As a cardinal, Joseph Ratzinger made clear his desire for the church to find a way to convey to the world the joy at the heart of the Gospel. Now as Pope Benedict XVI, he has, with his first encyclical, Deus Caritas Est (God Is Love), taken a decisive step in that direction. What is fresh about the letter is his topiclove. Most important is his vision of charity as belonging to the substance of the church’s life. It is a rebuff to those who would associate the name of God with vengeance or duty of hatred and to critics who regard all religion as a public threat. For those who have doubted Pope Benedict’s commitment to the Second Vatican Council, Deus Caritas Est should help assuage their concern, but it may disappoint others who have yearned for a programmatic statement at the beginning of the new pontificate.
Refreshing, too, is the fact that by and large the letter’s content is not the pope’s personal theological view. It is rather a synthesis of the contemporary church’s theology of love. This is a practice in keeping with an older use of magisterial authority. One finds echoes of John Burnaby on Augustine’s theology of charity, of the Catholic respondents to the critique of the erotic element in Catholic views by the Lutheran Anders Nygren, of Gerard Gilleman on the primacy of charity in moral theology, of Karl Rahner on the unity of the love of God and neighbor and of Paul VI on universal charity, as well as of Cardinal Ratzinger’s own criticisms of liberation theology. Furthermore, the effort to reform moral theology by the light of Scripture, to which Vatican II aspired, appears to have been resumed.
The encyclical does not lack for prophetic sting: on drugs and the culture of death, loveless sex, materialism and religious hatred. But on the whole, Benedict’s accent is on the positive Christian vision: Love of neighbor is a path that leads to encounter with God, and closing our eyes to the neighbor also blinds us to God. Some early interpretations have stressed the discontinuities between natural human loves (eros and philia) and self-giving Christian love (agape); but Pope Benedict, like St. Augustine before him, sees them all as part of one divine plan, and he regards erotic love and the love of friendship as sinful only when they are not acted upon in light of the larger, divinely ordered dynamic. The pope’s allusion to The Divine Comedy in his own preview of the letter is key here. For it was Dante’s romantic love for Beatrice that led him to the Love that moves the sun and the other stars.
As they face other legitimate claims, charitable workers must make their first concern the neighbor in need. While affirming the need for professional skill on the part of charitable workers, for example, the letter steers a path between secularized philanthropy and the misuse of charity to proselytize beneficiaries. In Catholic charities the very act of service is regarded as a work of evangelization. The letter also makes a familiar and necessary distinction between the charitable work of the church and that of partisan, ideological movements. It affirms that justice is primarily the work of the state.
With respect to justice, the church’s role is that of teacher and critic. It hands on its social doctrine, guides consciences and helps identify the goals of authentic justice in society. The church is duty-bound to offer, through the purification of reason and through ethical formation, her own specific contributions towards understanding the requirements of justice and achieving them politically, Pope Benedict writes. While not replacing the state, she cannot and must not remain on the sidelines in the fight for justice.
God Is Love does not connect love and justice as closely as Vatican II, Pope Paul VI and Pope John Paul II all did; but the distinctions it makes between love and justice and church and state come as helpful cautions for all sides about meddling in politics in the name of the church. It would be a disservice to the poor and oppressed, however, if some were to employ those warnings to weaken the church’s public advocacy on their behalf. Catechists have been killed for sharing the church’s teaching on human dignity, and aid workers harassed and deported for befriending the poor. In a sinful and unjust world, advocacy for justice, based on the church’s firsthand knowledge of the sufferings of the oppressedby the Holy See, by bishops’ conferences, Caritas Internationalis, religious orders and Catholic human rights organizationsis essential to the ministry of charity. Such witness also belongs to the more excellent way (1 Cor 12:31) that is Christian love.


Exercise: Provide only the number of lines in the data below that contain the word "vertical".
Materials provided below:
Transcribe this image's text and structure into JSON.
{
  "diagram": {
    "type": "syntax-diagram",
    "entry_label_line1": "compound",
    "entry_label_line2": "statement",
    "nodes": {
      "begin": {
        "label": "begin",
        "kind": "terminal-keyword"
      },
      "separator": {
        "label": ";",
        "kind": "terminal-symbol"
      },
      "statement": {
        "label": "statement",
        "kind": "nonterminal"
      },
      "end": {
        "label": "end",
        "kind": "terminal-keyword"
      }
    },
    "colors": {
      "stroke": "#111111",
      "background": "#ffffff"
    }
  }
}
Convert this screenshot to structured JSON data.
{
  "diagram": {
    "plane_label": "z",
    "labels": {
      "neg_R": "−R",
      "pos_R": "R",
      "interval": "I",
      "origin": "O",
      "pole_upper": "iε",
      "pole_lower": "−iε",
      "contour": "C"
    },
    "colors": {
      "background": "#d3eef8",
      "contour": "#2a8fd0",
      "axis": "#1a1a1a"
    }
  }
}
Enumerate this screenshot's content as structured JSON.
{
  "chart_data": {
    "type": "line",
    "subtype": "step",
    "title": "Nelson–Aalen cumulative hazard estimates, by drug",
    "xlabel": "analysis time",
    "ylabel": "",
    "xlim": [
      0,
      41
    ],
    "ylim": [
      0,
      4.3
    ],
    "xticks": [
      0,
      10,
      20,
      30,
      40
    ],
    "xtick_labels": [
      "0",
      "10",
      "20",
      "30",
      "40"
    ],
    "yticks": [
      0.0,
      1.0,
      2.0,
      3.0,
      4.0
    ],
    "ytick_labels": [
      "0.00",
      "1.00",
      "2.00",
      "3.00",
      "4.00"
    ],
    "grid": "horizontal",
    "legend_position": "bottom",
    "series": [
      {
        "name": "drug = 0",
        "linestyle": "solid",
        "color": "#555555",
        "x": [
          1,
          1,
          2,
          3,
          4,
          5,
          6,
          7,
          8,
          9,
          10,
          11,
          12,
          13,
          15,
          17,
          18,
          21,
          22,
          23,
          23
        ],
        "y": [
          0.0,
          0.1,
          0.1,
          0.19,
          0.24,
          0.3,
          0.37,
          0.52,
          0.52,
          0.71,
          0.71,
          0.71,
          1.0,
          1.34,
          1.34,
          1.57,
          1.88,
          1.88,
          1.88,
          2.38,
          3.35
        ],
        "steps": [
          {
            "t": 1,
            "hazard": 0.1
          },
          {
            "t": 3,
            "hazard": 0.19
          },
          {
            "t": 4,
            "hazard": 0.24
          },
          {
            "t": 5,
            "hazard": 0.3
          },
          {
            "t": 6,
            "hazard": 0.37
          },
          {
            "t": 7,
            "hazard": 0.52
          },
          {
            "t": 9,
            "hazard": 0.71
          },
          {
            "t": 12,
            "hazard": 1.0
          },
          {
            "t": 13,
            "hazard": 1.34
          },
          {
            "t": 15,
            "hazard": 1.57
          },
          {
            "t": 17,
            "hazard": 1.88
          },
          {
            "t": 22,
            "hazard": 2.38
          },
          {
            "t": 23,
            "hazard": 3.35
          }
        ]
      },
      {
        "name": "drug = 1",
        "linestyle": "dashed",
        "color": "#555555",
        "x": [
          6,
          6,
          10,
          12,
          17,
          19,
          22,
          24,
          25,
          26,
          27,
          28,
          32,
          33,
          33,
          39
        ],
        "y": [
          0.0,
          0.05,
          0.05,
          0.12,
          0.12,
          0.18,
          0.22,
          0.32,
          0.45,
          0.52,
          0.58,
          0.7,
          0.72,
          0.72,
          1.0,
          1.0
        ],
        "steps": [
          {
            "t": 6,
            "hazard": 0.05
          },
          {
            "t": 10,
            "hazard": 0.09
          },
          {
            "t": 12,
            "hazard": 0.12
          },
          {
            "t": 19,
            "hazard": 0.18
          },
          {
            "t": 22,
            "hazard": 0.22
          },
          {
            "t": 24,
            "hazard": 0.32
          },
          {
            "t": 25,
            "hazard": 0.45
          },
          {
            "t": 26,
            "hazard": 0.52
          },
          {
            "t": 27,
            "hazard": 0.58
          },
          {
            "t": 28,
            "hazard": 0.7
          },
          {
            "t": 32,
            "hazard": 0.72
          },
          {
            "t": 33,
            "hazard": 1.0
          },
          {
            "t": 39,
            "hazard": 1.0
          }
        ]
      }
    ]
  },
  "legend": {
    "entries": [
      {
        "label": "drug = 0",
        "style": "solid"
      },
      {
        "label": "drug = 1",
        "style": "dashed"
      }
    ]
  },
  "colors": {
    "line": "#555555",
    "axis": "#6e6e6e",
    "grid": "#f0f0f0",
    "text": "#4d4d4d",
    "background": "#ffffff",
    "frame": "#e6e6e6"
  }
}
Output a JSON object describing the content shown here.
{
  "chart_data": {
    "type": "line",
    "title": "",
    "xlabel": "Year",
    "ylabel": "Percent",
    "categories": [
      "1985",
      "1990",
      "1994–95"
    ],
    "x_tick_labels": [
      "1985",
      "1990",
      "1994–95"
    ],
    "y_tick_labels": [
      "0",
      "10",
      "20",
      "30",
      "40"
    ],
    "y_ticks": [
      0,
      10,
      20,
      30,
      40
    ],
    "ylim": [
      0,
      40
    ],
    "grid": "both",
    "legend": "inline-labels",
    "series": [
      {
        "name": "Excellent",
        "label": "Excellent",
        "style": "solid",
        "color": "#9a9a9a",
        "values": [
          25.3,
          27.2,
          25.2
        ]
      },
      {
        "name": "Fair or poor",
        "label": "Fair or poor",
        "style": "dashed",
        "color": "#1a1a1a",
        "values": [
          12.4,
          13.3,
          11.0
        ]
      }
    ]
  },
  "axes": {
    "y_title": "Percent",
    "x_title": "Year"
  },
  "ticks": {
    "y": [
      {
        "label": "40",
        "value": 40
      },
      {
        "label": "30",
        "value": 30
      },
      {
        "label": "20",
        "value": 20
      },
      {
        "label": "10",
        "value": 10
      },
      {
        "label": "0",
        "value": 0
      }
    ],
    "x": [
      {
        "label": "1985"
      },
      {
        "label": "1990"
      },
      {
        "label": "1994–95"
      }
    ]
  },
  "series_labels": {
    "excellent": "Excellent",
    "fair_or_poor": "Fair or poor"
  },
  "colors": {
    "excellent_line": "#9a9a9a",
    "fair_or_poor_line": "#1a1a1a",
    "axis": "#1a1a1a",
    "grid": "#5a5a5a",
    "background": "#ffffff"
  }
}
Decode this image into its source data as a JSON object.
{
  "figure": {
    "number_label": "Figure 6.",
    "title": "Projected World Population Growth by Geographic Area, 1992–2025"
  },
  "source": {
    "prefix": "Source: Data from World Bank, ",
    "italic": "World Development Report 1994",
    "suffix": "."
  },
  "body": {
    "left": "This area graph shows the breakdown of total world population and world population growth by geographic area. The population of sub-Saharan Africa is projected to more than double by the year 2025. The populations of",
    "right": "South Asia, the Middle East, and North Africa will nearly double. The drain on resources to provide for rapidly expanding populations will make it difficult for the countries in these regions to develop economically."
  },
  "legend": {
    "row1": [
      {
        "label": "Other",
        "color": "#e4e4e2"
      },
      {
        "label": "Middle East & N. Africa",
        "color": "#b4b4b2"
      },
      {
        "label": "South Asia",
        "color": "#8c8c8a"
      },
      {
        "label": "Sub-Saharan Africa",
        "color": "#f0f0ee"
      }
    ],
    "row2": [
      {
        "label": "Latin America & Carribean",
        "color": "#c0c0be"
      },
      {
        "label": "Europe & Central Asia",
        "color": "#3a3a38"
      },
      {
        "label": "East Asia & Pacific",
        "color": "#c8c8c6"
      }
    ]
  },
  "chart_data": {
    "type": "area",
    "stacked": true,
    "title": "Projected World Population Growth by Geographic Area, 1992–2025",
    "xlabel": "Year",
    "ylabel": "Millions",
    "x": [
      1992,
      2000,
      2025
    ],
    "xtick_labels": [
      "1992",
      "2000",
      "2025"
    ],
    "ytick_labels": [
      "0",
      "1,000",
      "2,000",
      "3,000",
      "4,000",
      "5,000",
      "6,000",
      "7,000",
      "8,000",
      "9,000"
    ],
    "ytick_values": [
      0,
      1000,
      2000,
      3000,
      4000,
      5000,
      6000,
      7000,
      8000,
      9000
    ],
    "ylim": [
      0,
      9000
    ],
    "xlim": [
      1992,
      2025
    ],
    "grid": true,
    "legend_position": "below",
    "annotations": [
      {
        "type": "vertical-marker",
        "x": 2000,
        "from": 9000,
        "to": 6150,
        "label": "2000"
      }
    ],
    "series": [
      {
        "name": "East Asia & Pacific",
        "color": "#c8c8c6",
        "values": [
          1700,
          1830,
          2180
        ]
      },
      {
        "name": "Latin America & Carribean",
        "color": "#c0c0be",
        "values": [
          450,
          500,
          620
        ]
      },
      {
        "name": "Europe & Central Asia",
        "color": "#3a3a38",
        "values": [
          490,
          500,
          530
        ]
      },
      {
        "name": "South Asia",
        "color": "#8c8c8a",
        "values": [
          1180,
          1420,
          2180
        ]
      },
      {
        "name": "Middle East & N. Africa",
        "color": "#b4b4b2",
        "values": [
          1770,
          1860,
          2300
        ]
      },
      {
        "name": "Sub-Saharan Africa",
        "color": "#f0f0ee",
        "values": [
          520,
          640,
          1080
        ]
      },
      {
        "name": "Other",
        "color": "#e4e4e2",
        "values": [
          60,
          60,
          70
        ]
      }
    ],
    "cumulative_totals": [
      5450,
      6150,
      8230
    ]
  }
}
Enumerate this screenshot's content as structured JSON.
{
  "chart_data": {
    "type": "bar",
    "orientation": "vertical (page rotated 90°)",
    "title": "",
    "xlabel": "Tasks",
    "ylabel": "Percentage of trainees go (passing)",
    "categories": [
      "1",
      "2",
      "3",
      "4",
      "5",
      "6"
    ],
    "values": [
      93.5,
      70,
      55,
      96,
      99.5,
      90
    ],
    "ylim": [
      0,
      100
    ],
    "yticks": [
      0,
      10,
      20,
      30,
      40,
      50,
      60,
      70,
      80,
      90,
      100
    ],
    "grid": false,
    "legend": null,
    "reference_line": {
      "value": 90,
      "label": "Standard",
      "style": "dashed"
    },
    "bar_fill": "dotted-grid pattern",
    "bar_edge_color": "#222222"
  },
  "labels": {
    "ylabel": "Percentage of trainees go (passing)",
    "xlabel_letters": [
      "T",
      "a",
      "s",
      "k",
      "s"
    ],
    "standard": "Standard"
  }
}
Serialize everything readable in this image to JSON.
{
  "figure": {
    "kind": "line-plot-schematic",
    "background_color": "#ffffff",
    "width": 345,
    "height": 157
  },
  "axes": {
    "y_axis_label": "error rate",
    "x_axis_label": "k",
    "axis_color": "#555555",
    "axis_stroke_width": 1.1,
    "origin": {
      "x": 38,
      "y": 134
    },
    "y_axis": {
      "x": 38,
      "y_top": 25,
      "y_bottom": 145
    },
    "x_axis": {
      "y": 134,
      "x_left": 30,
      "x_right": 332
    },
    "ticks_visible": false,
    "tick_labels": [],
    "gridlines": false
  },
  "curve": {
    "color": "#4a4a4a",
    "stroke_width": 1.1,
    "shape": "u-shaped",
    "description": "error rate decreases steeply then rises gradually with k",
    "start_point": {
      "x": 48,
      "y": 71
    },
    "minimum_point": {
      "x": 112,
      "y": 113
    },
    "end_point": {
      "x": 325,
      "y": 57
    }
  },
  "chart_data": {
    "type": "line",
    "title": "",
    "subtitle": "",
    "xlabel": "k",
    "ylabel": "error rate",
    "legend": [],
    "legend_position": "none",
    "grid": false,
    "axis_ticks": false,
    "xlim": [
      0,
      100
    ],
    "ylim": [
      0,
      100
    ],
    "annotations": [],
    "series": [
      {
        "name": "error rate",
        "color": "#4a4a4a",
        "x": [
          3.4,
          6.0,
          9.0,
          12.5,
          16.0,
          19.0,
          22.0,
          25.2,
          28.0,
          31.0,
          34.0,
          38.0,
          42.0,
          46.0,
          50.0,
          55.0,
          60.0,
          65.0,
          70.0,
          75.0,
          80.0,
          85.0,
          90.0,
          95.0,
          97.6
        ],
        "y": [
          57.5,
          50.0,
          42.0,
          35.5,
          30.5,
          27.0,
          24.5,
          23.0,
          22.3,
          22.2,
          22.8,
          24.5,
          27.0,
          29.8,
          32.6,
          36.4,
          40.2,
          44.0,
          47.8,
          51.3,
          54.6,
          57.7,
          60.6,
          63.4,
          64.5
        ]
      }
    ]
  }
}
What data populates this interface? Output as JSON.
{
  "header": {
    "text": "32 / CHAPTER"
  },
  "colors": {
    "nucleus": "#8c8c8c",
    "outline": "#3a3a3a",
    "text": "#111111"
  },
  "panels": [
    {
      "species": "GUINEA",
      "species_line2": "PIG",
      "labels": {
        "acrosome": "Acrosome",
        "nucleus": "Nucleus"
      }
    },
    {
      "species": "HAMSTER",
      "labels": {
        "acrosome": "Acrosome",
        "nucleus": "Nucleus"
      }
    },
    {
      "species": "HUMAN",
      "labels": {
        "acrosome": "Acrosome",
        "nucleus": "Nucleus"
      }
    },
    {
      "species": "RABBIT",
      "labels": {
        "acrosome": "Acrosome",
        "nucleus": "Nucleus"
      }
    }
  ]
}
End of Materials provided.
Answer to this problem: 2